A state ban on evictions for tenants out of work due to the coronavirus expires at the end of the year.

Katy Childs, managing attorney of Pine Tree Legal’s Augusta office, said there has already been a flood of evictions since the court system reopened and a Maine fund providing rental assistance expired.

“We are now seeing that flood of evictions; since the courts reopened in August we’re seeing the effect on our clients,” Childs said. “The wave we were expecting is here, and we expect it will get much worse.”

Mayor David Rollins agreed to a proposal from Ward 4 Councilor Eric Lind to form a task force, which Lind and Courtney Yeager, executive director of the Kennebec Valley United Way, will lead, to work on the problem.

Yeager said one thing that needs to change is how area agencies, municipalities and others work together to help people find housing.

“There are so many nonprofit programs … to whom people are turning for help, and not all of us are communicating,” Yeager said, describing some people in need of help having to try multiple places for help, maybe getting $100 toward rent from different groups. She said those working to help people in need of housing need a more coordinated approach, rather than sticking people in hotels to solve the problem only for the short-term.

“I believe we can all be working together more efficiently,” she said. “We’ve got to change how we do this.”

Lind said the city has both a short-term need to help homeless people find housing, but also needs a more coordinated approach to fix the problem longer term.
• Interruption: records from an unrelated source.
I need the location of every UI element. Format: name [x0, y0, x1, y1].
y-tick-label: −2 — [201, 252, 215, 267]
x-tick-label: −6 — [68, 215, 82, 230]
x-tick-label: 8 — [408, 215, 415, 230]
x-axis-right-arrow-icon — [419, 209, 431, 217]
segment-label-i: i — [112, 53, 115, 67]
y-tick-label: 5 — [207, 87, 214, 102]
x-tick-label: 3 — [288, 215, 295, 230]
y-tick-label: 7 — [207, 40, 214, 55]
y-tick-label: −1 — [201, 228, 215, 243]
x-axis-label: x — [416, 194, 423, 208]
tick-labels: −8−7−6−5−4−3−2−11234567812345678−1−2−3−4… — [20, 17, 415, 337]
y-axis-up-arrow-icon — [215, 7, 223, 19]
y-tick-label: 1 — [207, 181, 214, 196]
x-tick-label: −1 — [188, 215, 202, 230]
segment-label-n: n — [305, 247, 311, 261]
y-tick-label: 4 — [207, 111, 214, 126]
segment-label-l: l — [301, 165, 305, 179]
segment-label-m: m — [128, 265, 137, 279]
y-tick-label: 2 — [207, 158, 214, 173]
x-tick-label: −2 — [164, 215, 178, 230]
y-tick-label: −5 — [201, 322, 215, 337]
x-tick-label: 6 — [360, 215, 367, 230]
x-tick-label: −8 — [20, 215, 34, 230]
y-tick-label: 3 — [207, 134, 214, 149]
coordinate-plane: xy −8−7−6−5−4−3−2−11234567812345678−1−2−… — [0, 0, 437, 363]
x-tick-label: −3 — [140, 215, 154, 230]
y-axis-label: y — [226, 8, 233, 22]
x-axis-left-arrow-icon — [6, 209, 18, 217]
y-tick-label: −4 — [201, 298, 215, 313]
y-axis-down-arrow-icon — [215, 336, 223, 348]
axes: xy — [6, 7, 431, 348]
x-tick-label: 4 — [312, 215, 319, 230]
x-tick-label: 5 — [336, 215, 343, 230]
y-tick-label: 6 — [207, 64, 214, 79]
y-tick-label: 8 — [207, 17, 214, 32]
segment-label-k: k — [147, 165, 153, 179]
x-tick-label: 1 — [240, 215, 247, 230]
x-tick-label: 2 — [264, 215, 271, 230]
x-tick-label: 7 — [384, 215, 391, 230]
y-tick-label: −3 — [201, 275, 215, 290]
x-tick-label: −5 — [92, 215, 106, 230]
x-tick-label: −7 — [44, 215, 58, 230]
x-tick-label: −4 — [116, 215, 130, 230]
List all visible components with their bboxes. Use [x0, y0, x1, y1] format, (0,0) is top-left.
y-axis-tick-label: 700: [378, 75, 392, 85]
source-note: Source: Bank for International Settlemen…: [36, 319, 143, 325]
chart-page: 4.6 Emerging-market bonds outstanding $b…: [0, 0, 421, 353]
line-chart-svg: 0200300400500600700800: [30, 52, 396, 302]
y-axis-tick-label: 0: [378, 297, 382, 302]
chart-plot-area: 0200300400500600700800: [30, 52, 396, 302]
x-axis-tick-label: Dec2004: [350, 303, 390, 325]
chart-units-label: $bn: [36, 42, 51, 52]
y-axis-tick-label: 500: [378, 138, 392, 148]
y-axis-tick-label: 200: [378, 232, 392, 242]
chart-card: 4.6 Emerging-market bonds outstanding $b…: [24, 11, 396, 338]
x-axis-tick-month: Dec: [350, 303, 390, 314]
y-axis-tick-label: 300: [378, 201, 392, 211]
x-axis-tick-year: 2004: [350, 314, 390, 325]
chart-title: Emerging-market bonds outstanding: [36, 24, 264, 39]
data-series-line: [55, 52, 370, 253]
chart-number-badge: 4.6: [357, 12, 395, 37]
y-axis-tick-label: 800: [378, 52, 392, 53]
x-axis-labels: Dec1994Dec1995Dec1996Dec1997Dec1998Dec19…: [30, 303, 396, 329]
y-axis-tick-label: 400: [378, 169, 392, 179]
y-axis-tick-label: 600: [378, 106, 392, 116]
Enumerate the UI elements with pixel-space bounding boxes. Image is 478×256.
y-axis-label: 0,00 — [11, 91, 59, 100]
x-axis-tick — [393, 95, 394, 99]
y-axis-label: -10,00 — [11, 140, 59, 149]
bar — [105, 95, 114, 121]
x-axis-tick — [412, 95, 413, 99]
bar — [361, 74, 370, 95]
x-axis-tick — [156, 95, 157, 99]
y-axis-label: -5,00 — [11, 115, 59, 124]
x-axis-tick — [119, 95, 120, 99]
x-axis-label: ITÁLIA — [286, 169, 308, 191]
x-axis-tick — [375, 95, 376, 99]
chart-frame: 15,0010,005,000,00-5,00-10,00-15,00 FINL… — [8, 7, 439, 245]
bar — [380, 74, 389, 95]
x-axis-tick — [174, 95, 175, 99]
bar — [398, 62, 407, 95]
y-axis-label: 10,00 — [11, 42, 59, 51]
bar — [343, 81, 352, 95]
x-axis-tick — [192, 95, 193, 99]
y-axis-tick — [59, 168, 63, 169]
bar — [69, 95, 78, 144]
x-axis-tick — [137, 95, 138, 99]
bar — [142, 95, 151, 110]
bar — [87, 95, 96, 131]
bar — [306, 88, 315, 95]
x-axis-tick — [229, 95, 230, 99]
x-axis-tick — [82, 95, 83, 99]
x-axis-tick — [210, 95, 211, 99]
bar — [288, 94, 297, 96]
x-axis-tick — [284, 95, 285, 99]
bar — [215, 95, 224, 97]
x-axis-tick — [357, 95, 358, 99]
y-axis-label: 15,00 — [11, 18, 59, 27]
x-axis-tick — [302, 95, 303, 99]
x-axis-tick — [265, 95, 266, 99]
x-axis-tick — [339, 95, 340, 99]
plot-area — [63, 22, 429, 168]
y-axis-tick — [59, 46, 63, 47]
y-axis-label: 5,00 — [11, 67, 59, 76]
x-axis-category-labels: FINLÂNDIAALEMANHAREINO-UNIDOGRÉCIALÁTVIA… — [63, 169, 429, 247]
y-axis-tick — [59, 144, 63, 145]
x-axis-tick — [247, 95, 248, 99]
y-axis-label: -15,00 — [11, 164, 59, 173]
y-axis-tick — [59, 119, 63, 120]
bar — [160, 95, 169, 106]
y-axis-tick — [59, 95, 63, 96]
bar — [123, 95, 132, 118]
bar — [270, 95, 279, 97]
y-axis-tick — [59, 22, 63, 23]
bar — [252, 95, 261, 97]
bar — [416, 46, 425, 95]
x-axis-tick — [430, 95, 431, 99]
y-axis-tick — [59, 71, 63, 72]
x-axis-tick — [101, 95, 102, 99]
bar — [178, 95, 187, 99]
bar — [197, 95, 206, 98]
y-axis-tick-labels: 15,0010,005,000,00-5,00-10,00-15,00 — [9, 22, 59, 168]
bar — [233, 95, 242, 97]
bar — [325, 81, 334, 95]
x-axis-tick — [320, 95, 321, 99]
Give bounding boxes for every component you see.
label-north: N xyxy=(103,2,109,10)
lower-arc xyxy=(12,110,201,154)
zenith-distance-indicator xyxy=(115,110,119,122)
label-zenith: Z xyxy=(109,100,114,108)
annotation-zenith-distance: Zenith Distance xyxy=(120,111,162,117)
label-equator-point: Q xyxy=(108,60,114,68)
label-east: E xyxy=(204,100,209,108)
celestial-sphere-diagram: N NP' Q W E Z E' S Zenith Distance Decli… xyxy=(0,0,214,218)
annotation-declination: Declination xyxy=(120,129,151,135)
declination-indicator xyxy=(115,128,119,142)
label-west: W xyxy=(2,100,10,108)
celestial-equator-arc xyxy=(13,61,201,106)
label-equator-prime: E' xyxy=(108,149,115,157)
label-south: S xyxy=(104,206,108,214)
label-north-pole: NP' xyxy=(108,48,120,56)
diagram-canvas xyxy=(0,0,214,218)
Leif Dahlin, director of community services and welfare director for the city, said there is little to no rental housing available for residents in need who come to the city for general assistance-funded help. With nearly no apartments available for residents, the city instead turns to boarding rooms. But those are scarce now, too, and the city is increasingly placing most new general assistance users in hotels.

Out of 74 clients currently receiving general assistance housing help, 37 are in boarding houses, 15 in rental apartments and 22 in hotels. The city has a total of 95 general assistance receivers, 74 of whom are provided housing vouchers.

Dahlin noted housing for general assistance clients must pass an inspection of its habitability by the city’s codes office and accept the amount of money the city will provide in rent. Both of these requirements limit the number of units available to general assistance clients.

Dahlin said 66 of the clients receiving housing vouchers are local, four are from out of town, and four are from out of state. He said some of them have lost employment due to the pandemic.

He said shelters, which are operated by Bread of Life Ministries, have some space but generally very limited capacity day to day. To live in the local shelter applicants must be COVID negative and pass a background check.

City Manager William Bridgeo, in an update to councilors sent before the meeting, said the ongoing coronavirus “pandemic has and will increase the incidence of human need in our community. We are seeing it in our General Assistance offices, in reports from human services agencies throughout the city, and in media reports chronicling the challenges so many residents are experiencing related to meeting housing and other basic household costs.”

He said the city is housing a family of nine, in three hotel rooms.

He said using child care workers, the Boys and Girls Club and Civic Center workers the city has provided thousands of free meals to those in need. He said city officials have worked collaboratively with agencies like the Augusta Food Bank on community distribution programs and with the Capital Area New Mainers program, the United Way and other agencies on housing and homeless programs.

The issue came up after Lind asked for an update, from city officials, on the status of low-income housing needs and concerns in Augusta. Representatives of nonprofits which provide services to poor people in Augusta learned of the coming discussion and expressed interest in taking part in the conversation, Bridgeo said. The representatives hope the discussion will lead to a joint effort to address what Bridgeo described as “what is shaping up to be a critical situation in our community.”

Dahlin said the city is reimbursed, by the state, for 70% of its general assistance costs.